Timing of Molar Eruptions Linked with Stress, Harmful Rapid Development in Children

Research by a team including two UMKC School of Dentistry faculty is looking at how the early eruption of molars could be an objective, relatively inexpensive way to identify children who are experiencing faster physical development and biological aging.

Such early biological aging is associated with childhood stresses and traumas, and can lead to long-term health problems, said one of the UMKC researchers, Erin Bumann, D.D.S., Ph.D., M.S., assistant professor. Her research with JoAnna Scott, Ph.D., another School of Dentistry assistant professor, and faculty from the University of Pennsylvania was published June 8 in the Proceedings of the National Academy of Sciences.

 

“As a board-certified pediatric dentist-scientist, I have seen first-hand how children exposed to adversity can have decreased physical and mental health,” Bumann said. “We investigated a domain of biological maturation that has not previously been considered in the literature: tooth eruption. Tooth eruption is assessed routinely, unambiguously, and at an early age by a dentist. Since early childhood adversity drives early permanent molar tooth eruption, dentists could use tooth eruption timing as an early and easily assessed biomarker to identify individuals at risk of accelerated development, which includes earlier morbidity and mortality.”

In the study, which Bumann and Scott helped design, children were classified by factors associated with early stress, such as low family income and adverse childhood events. The children also underwent MRIs from which their molar development was accessed to see whether it correlated with their early life stress events. This was then confirmed with the CDC’s publicly available National Health and Nutrition Examination Survey, a continuing cross-sectional survey of the US population.

The summary of the research said, “These findings suggest that the impact of stress on the pace of biological development is evident in early childhood, and detectable in the timing of molar eruption.”

Using early molar eruption as a way to identify accelerated aging — and offering help to the stressed children — could have advantages over other methods that involve expensive testing or depend on later events such as the onset of puberty.

Bumann said she and Scott plan to continue their research by looking at the eruption of other permanent teeth. That work will be aided by the $10,000 N. Sue Seale Pediatric Dentistry Research Award, which Bumann recently received from the American Board of Pediatric Dentistry’s Foundation. Bumann will also apply for further support from the National Institutes of Health.
Their research findings are here on the Proceedings of the National Science Foundation website.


> **Work task**
Show every line in the records below that contains the word "Guide".

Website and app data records
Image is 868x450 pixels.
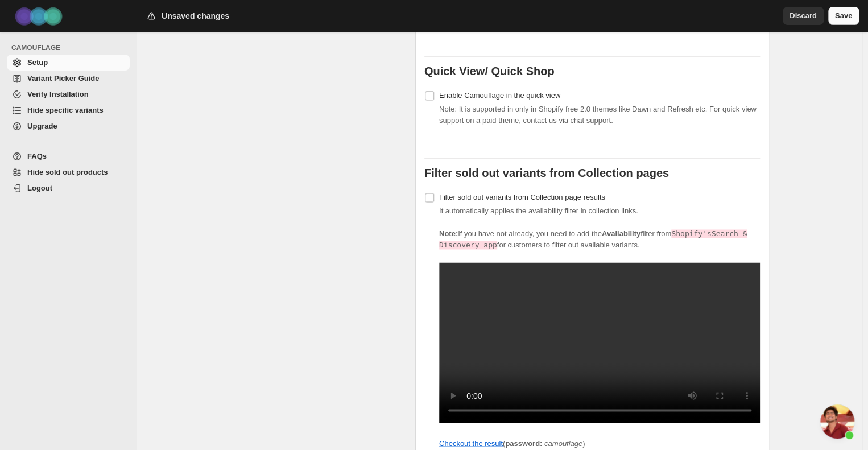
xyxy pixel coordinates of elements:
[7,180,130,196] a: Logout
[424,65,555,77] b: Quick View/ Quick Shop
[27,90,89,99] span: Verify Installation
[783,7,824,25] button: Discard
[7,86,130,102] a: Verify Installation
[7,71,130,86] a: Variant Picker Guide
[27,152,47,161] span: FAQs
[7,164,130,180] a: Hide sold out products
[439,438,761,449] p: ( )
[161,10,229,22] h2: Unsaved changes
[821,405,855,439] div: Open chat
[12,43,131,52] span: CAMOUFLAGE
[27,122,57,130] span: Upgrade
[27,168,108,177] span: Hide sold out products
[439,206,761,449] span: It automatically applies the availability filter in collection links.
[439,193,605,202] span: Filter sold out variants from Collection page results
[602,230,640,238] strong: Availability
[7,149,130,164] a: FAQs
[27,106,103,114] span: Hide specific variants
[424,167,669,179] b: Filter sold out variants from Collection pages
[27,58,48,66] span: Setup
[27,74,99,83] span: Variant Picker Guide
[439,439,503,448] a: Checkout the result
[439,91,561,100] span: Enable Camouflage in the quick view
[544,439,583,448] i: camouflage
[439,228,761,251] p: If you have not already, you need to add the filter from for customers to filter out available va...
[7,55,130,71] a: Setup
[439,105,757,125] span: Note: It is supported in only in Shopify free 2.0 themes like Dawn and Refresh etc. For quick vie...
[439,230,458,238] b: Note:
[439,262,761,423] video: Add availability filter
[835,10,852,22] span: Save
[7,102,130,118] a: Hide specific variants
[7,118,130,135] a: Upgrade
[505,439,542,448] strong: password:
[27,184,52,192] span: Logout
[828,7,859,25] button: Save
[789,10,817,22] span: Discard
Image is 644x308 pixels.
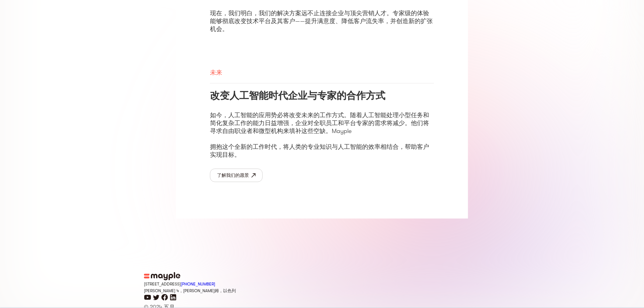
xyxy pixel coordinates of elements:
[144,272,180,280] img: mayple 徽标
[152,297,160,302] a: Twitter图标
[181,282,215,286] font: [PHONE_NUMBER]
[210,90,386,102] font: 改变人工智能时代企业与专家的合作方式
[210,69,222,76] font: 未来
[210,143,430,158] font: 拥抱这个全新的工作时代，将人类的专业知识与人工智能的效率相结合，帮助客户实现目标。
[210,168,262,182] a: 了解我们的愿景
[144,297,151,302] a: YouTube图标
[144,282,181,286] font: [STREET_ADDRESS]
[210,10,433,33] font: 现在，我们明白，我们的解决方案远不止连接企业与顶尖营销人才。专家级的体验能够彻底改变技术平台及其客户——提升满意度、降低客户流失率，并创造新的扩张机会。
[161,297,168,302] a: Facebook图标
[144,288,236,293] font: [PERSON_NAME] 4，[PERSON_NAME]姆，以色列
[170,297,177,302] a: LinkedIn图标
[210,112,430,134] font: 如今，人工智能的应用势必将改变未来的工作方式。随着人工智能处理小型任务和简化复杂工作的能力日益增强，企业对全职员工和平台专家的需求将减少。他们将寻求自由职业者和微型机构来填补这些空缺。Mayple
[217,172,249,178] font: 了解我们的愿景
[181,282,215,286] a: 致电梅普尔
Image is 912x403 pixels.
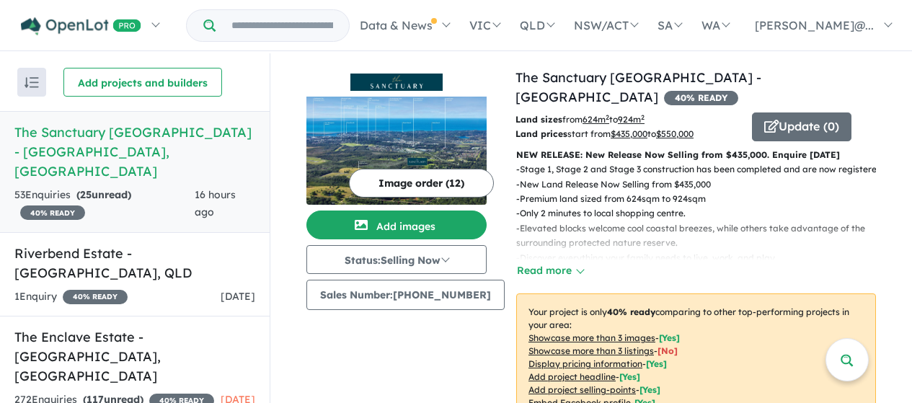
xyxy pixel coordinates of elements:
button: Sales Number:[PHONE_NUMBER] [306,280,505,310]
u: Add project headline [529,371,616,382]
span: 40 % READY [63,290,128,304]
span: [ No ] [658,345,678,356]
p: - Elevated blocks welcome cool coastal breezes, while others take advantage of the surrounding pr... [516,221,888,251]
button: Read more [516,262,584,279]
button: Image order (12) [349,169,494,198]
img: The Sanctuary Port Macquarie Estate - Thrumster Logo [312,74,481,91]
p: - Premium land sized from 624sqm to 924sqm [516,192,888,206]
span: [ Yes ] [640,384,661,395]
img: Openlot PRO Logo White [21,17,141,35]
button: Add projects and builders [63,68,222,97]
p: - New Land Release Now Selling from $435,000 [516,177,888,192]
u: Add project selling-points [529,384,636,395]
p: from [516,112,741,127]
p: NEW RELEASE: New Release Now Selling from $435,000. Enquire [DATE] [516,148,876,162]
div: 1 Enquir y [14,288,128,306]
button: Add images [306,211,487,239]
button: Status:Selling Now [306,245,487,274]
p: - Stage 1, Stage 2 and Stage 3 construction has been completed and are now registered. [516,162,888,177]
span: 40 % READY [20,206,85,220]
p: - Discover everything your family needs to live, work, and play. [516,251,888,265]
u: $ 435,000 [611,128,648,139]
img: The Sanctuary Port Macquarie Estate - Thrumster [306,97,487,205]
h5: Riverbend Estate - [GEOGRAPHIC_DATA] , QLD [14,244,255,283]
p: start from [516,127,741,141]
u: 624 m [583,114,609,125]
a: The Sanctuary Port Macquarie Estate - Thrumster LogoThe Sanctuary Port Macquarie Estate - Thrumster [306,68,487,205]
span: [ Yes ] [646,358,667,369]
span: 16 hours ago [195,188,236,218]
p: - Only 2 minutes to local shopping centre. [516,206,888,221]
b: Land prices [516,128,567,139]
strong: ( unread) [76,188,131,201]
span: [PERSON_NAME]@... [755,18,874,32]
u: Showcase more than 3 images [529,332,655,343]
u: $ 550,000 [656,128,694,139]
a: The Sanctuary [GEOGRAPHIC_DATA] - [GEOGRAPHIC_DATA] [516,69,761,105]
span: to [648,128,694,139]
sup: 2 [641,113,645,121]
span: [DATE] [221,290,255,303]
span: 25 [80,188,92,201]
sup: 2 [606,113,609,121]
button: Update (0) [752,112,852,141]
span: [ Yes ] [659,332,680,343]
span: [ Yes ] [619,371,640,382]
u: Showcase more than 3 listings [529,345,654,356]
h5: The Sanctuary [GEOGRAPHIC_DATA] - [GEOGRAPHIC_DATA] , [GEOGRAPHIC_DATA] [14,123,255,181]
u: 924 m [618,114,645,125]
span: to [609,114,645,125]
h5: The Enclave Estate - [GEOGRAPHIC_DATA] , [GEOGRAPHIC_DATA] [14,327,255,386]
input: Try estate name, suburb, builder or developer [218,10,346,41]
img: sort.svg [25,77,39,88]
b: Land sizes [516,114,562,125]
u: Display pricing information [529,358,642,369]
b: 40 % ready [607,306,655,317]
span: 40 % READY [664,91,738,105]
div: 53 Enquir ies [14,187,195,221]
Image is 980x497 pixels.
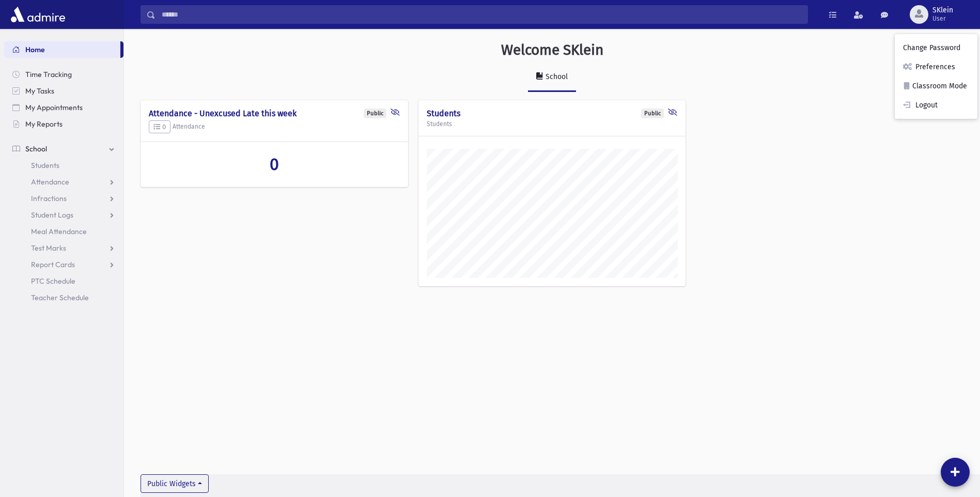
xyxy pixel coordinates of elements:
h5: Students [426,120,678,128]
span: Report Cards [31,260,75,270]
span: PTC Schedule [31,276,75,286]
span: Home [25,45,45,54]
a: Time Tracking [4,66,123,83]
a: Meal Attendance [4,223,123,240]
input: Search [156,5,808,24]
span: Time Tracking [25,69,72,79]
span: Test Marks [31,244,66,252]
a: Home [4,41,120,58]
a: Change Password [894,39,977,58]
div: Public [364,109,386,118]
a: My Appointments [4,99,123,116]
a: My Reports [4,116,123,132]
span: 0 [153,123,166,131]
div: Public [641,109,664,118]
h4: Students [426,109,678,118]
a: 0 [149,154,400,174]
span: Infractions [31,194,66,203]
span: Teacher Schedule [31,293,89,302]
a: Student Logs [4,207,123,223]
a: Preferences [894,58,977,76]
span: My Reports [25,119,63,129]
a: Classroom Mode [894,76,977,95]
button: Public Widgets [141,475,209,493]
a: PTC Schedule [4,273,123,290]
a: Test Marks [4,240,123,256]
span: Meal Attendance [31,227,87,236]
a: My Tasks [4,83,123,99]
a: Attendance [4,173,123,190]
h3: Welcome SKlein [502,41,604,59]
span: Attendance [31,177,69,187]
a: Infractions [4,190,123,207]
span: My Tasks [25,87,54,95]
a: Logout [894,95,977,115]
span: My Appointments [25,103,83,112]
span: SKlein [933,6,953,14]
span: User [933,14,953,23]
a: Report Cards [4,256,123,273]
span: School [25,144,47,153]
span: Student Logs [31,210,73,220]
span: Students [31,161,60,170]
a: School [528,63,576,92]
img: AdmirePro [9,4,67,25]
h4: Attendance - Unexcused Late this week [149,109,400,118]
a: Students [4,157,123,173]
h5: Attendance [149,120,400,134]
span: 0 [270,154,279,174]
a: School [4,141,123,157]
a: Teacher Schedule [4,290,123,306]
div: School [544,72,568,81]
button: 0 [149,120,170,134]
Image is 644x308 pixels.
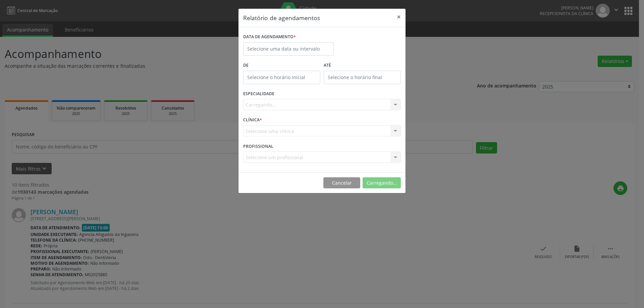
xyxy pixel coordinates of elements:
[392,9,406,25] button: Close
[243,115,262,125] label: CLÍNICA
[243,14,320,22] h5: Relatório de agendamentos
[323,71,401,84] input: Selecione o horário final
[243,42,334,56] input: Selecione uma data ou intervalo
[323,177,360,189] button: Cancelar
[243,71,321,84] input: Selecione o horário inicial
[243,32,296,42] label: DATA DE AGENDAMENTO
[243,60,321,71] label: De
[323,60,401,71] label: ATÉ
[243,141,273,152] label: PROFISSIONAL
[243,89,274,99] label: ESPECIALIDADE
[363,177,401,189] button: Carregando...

> **Exercise solution**
[7,71,130,86] a: Variant Picker Guide
[27,74,99,83] span: Variant Picker Guide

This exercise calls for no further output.